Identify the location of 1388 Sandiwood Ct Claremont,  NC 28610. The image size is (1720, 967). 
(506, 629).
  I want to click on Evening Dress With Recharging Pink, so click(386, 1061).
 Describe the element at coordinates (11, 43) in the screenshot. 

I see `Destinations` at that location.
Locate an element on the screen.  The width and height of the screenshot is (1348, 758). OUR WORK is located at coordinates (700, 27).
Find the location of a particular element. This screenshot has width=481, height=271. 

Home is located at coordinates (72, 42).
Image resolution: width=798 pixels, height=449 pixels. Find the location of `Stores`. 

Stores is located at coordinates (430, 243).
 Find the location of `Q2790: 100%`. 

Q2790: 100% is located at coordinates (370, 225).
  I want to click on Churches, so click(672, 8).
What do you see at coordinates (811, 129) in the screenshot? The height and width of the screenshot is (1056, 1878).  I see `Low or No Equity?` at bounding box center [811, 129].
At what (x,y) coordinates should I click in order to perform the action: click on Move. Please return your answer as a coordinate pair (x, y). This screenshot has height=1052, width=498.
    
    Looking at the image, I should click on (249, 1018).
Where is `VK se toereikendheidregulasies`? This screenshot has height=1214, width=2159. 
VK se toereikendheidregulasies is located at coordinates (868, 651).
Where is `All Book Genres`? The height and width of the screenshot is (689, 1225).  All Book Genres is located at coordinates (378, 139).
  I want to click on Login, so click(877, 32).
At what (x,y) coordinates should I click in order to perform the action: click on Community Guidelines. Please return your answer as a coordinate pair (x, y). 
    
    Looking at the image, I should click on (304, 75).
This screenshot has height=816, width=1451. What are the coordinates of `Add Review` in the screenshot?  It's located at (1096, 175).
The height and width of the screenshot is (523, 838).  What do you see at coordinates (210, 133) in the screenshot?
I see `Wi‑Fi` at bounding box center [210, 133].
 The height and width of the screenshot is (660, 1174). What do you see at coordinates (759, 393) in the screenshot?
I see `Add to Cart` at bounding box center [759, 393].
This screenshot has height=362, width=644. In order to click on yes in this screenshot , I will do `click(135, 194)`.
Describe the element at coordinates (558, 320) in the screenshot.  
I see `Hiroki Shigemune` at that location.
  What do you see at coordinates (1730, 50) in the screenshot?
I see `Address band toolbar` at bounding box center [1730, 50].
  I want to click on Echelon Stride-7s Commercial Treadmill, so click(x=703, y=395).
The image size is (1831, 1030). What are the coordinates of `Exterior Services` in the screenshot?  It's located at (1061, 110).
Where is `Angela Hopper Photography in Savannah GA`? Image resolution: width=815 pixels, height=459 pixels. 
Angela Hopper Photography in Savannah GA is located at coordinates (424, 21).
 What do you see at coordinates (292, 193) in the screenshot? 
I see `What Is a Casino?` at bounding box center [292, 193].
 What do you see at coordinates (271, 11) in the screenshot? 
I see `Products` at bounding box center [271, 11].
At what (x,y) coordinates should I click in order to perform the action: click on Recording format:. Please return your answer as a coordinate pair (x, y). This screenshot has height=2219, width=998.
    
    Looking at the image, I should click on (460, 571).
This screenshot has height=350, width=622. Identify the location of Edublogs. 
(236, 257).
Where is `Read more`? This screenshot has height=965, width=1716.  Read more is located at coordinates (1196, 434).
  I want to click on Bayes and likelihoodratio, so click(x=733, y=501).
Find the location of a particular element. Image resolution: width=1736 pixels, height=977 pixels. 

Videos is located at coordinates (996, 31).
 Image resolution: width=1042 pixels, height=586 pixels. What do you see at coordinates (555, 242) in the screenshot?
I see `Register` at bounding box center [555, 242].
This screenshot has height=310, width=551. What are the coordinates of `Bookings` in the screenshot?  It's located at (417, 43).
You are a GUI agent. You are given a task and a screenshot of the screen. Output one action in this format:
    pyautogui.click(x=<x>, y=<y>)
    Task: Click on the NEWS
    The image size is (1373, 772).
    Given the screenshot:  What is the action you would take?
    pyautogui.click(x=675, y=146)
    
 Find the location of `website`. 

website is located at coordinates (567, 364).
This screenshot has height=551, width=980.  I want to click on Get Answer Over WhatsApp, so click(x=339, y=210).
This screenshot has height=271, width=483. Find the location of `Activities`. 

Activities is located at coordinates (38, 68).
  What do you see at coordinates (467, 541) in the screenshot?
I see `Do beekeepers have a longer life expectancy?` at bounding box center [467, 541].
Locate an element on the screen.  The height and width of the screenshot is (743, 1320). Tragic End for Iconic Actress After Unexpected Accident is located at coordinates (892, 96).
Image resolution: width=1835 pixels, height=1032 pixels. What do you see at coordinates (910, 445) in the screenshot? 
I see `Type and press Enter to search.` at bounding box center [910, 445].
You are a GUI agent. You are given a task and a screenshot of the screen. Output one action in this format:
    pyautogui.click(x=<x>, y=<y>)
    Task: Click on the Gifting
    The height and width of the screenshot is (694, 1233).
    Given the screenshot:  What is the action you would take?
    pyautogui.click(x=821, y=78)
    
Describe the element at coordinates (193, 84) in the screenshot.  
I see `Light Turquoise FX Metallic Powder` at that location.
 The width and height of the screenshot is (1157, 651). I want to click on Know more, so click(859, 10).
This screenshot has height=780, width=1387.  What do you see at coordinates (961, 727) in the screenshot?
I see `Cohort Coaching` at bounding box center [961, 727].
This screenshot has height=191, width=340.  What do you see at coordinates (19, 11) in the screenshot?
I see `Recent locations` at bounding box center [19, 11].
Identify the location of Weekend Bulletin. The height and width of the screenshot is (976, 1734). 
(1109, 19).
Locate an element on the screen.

-------------------------

- [TASK BRIEF] Output all of the data again. Match it exactly.

- [SOLUTION FOR THIS PROBLEM]
Identify the location of 1388 Sandiwood Ct Claremont,  NC 28610. The image size is (1720, 967). 
(506, 629).
  I want to click on Evening Dress With Recharging Pink, so click(386, 1061).
 Describe the element at coordinates (11, 43) in the screenshot. 

I see `Destinations` at that location.
Locate an element on the screen.  The width and height of the screenshot is (1348, 758). OUR WORK is located at coordinates (700, 27).
Find the location of a particular element. This screenshot has width=481, height=271. 

Home is located at coordinates (72, 42).
Image resolution: width=798 pixels, height=449 pixels. Find the location of `Stores`. 

Stores is located at coordinates (430, 243).
 Find the location of `Q2790: 100%`. 

Q2790: 100% is located at coordinates (370, 225).
  I want to click on Churches, so click(672, 8).
What do you see at coordinates (811, 129) in the screenshot? The height and width of the screenshot is (1056, 1878).  I see `Low or No Equity?` at bounding box center [811, 129].
At what (x,y) coordinates should I click in order to perform the action: click on Move. Please return your answer as a coordinate pair (x, y). This screenshot has height=1052, width=498.
    
    Looking at the image, I should click on (249, 1018).
Where is `VK se toereikendheidregulasies`? This screenshot has height=1214, width=2159. 
VK se toereikendheidregulasies is located at coordinates (868, 651).
Where is `All Book Genres`? The height and width of the screenshot is (689, 1225).  All Book Genres is located at coordinates (378, 139).
  I want to click on Login, so click(877, 32).
At what (x,y) coordinates should I click in order to perform the action: click on Community Guidelines. Please return your answer as a coordinate pair (x, y). 
    
    Looking at the image, I should click on (304, 75).
This screenshot has height=816, width=1451. What are the coordinates of `Add Review` in the screenshot?  It's located at (1096, 175).
The height and width of the screenshot is (523, 838).  What do you see at coordinates (210, 133) in the screenshot?
I see `Wi‑Fi` at bounding box center [210, 133].
 The height and width of the screenshot is (660, 1174). What do you see at coordinates (759, 393) in the screenshot?
I see `Add to Cart` at bounding box center [759, 393].
This screenshot has height=362, width=644. In order to click on yes in this screenshot , I will do `click(135, 194)`.
Describe the element at coordinates (558, 320) in the screenshot.  
I see `Hiroki Shigemune` at that location.
  What do you see at coordinates (1730, 50) in the screenshot?
I see `Address band toolbar` at bounding box center [1730, 50].
  I want to click on Echelon Stride-7s Commercial Treadmill, so click(x=703, y=395).
The image size is (1831, 1030). What are the coordinates of `Exterior Services` in the screenshot?  It's located at (1061, 110).
Where is `Angela Hopper Photography in Savannah GA`? Image resolution: width=815 pixels, height=459 pixels. 
Angela Hopper Photography in Savannah GA is located at coordinates (424, 21).
 What do you see at coordinates (292, 193) in the screenshot? 
I see `What Is a Casino?` at bounding box center [292, 193].
 What do you see at coordinates (271, 11) in the screenshot? 
I see `Products` at bounding box center [271, 11].
At what (x,y) coordinates should I click in order to perform the action: click on Recording format:. Please return your answer as a coordinate pair (x, y). This screenshot has height=2219, width=998.
    
    Looking at the image, I should click on (460, 571).
This screenshot has height=350, width=622. Identify the location of Edublogs. 
(236, 257).
Where is `Read more`? This screenshot has height=965, width=1716.  Read more is located at coordinates (1196, 434).
  I want to click on Bayes and likelihoodratio, so click(x=733, y=501).
Find the location of a particular element. Image resolution: width=1736 pixels, height=977 pixels. 

Videos is located at coordinates (996, 31).
 Image resolution: width=1042 pixels, height=586 pixels. What do you see at coordinates (555, 242) in the screenshot?
I see `Register` at bounding box center [555, 242].
This screenshot has height=310, width=551. What are the coordinates of `Bookings` in the screenshot?  It's located at (417, 43).
You are a GUI agent. You are given a task and a screenshot of the screen. Output one action in this format:
    pyautogui.click(x=<x>, y=<y>)
    Task: Click on the NEWS
    The image size is (1373, 772).
    Given the screenshot:  What is the action you would take?
    pyautogui.click(x=675, y=146)
    
 Find the location of `website`. 

website is located at coordinates (567, 364).
This screenshot has height=551, width=980.  I want to click on Get Answer Over WhatsApp, so click(x=339, y=210).
This screenshot has height=271, width=483. Find the location of `Activities`. 

Activities is located at coordinates (38, 68).
  What do you see at coordinates (467, 541) in the screenshot?
I see `Do beekeepers have a longer life expectancy?` at bounding box center [467, 541].
Locate an element on the screen.  The height and width of the screenshot is (743, 1320). Tragic End for Iconic Actress After Unexpected Accident is located at coordinates (892, 96).
Image resolution: width=1835 pixels, height=1032 pixels. What do you see at coordinates (910, 445) in the screenshot? 
I see `Type and press Enter to search.` at bounding box center [910, 445].
You are a GUI agent. You are given a task and a screenshot of the screen. Output one action in this format:
    pyautogui.click(x=<x>, y=<y>)
    Task: Click on the Gifting
    The height and width of the screenshot is (694, 1233).
    Given the screenshot:  What is the action you would take?
    pyautogui.click(x=821, y=78)
    
Describe the element at coordinates (193, 84) in the screenshot.  
I see `Light Turquoise FX Metallic Powder` at that location.
 The width and height of the screenshot is (1157, 651). I want to click on Know more, so click(859, 10).
This screenshot has height=780, width=1387.  What do you see at coordinates (961, 727) in the screenshot?
I see `Cohort Coaching` at bounding box center [961, 727].
This screenshot has height=191, width=340.  What do you see at coordinates (19, 11) in the screenshot?
I see `Recent locations` at bounding box center [19, 11].
Identify the location of Weekend Bulletin. The height and width of the screenshot is (976, 1734). 
(1109, 19).
Locate an element on the screen.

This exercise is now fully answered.